World Book Day: Spain Beyond La Tomatina And Tapas
April 23 is celebrated every year as World Book Day, with the event having a special connection to Spanish legends. While the world celebrated from 1995, books were exchanged on the very day, at Catalonia in Spain, since 1926.
Once upon a time… the story of St. George, a knight in shining armour who slayed the dragon, is where it all began. With clouds of terror wandering on the city of Mont Blanc, the inhabitants decided to appease the dragon by human offerings each day. Fate chose the Princess, and the dreaded day arrived. Hovering through ‘fog and filthy air’, the knight rescued the damsel in distress. As the tale goes, budding amidst the dragon blood was the red rose, which the Saint offered the Princess. Professor Meenakshi Sundriyal, from JNU’s School of Languages reflects on the event and how, “the stories make it rich.”
Remembering the day every year as the St George’s Day or Rose Day by offering a rose to the lady, the men uphold the ancient tradition. Deriving its inspiration from England’s celebration of Shakespeare’s death anniversary on the 23rd of April, the day of love and the love of literature were celebrated together. With 1926, Spain declared the very day as the death anniversary of famous Spanish writer, Miguel de Cervantes, famous for his ‘Don Quixote,’ with books being exchanged in return for roses. Professor Meenakshi, while commenting on the symbolic figure for art and culture in Spain and his writings, expressed “Don Quixote has caught the world, becoming an English vocabulary for someone living in a dream world.”
With the event fostering celebration of book, it has become a platform for,
“Traditionally and officially valuing our writers and books, which are gradually getting neglected in today’s world of 123 twitter characters.”
An air of mystery still surrounds the appearance of Miguel de Cervantes, the Prince of Wits.
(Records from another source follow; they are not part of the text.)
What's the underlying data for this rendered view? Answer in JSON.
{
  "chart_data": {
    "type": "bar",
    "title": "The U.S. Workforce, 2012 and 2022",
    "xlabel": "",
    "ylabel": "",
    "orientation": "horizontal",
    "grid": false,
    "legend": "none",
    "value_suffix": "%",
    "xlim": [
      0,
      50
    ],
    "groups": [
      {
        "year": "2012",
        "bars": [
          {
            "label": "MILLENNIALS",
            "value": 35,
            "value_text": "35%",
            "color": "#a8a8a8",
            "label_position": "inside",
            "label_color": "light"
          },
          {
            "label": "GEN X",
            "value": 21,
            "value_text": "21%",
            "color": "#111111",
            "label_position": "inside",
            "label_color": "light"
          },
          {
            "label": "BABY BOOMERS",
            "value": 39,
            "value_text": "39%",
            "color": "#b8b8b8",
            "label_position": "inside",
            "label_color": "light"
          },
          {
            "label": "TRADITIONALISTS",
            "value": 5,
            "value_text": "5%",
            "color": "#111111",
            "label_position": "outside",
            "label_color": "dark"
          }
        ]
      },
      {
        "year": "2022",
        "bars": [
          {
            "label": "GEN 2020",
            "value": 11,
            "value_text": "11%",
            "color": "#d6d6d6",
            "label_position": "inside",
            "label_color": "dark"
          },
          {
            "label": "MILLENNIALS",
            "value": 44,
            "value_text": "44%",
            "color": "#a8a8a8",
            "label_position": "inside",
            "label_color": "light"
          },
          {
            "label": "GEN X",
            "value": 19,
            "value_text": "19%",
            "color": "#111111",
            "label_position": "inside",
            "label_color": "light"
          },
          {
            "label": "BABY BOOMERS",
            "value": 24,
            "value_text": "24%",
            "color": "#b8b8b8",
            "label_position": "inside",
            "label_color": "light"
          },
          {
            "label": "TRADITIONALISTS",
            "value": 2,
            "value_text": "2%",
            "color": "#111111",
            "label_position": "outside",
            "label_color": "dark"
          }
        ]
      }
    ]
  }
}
His description of self in the Prologue of ‘Exemplary Novel,’ has been the only source for his portraits. Unfamiliar in his features, his works and he remained unrecognised in his time. Unlike Shakespeare, Cervantes shared the same death date but not the same fame. Both the writers meddled in the see-saw of imagination and reality. Both writers, as Professor Meenakshi notes, “Wrote works that displaced the pulse of time they lived in, thus being symbolic of change of order.” The commonality that stringed them together was “the metaphor of “Life is but a dream within a dream.”
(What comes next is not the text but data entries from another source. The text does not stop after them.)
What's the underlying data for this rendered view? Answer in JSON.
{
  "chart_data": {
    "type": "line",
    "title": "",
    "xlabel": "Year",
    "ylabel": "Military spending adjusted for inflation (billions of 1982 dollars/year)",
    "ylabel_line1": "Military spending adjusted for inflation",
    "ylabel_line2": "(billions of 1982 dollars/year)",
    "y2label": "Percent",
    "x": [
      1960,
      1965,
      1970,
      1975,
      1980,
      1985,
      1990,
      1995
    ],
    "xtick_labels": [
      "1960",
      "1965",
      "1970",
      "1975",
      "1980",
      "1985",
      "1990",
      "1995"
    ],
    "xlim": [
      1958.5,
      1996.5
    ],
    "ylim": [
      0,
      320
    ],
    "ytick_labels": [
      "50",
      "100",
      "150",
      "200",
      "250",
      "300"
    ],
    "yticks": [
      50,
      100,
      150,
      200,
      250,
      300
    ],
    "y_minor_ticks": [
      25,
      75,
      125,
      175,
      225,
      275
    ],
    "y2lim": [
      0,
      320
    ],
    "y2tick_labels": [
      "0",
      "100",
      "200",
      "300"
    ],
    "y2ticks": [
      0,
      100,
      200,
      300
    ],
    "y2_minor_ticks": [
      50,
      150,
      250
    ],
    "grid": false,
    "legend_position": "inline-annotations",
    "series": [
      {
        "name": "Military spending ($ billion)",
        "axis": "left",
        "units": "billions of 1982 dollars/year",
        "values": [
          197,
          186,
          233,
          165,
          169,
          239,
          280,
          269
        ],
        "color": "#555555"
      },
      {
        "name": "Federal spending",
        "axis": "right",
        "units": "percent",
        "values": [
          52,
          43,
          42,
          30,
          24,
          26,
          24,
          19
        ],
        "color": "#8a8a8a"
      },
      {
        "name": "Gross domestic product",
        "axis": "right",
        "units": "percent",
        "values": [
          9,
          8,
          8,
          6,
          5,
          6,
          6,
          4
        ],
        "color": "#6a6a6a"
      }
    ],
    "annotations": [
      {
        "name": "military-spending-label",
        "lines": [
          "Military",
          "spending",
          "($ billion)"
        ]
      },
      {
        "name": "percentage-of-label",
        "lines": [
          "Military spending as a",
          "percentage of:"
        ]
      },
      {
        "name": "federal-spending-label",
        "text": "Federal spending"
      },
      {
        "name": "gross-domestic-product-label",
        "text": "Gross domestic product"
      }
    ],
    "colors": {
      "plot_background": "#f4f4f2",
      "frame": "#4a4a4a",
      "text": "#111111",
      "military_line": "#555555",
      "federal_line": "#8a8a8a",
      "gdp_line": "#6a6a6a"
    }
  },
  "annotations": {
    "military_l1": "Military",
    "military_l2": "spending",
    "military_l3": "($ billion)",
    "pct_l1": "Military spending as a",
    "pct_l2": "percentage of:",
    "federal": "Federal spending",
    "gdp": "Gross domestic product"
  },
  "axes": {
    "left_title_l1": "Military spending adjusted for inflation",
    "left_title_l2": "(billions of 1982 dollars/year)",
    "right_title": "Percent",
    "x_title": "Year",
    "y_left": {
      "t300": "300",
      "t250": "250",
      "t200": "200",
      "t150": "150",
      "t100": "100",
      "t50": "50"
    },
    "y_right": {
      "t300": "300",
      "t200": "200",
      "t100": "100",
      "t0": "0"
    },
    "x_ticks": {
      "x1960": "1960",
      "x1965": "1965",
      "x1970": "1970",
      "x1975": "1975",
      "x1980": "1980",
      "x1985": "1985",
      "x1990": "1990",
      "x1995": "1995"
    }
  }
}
While ‘Don Quixote’ leaves one to interpret it as a story of dreamy idealist or tale of ridiculous buffoon, ‘A Midsummer Night’s Dream’ by Shakespeare, plays with smoke screens of reality, turning truth to lie and fiction to facts. Ambiguity to them, was the hero and his hamartia. Lost play of Shakespeare, which he titled ‘History of Cardenio’ and loosely based on the ‘Don Quixote’ show the creations they shared in common, apart from dates.
‘Instituto Cervantes’ mushrooming in India, is a non-profit organization, that promotes the Spanish language and culture through their language learning courses. Professor Meenakshi reflects on how, “One of the most towering writer of Spain, has his name utilized in the name of institution.” Throwing limelight on Spain’s culture, she expresses the manner in which such traditions “got associated with books and writers.” Lessons that such cultures leave behind is the importance of a reading culture growing beyond the literary circle. Nudging the citizens forward, she confesses, “A lot remains to be discovered by books which offer not only words but experiences of wisdom.”
Spain that gave us the ‘La Tomatina’ festival of squelching tomatoes and tapas to accompany our drinks, also gave us the book celebration culture. Spain that holds public reading of Don Quixote over two days during Rose day, is something that India should follow, according to Professor Meenakshi with its own writers. Effort that policy makers can strive towards is replacing “the culture of rat race with culture of reading.” This World Book Day, citizens should nurture beyond the “tokenism of the day, to an ever growing reading culture.”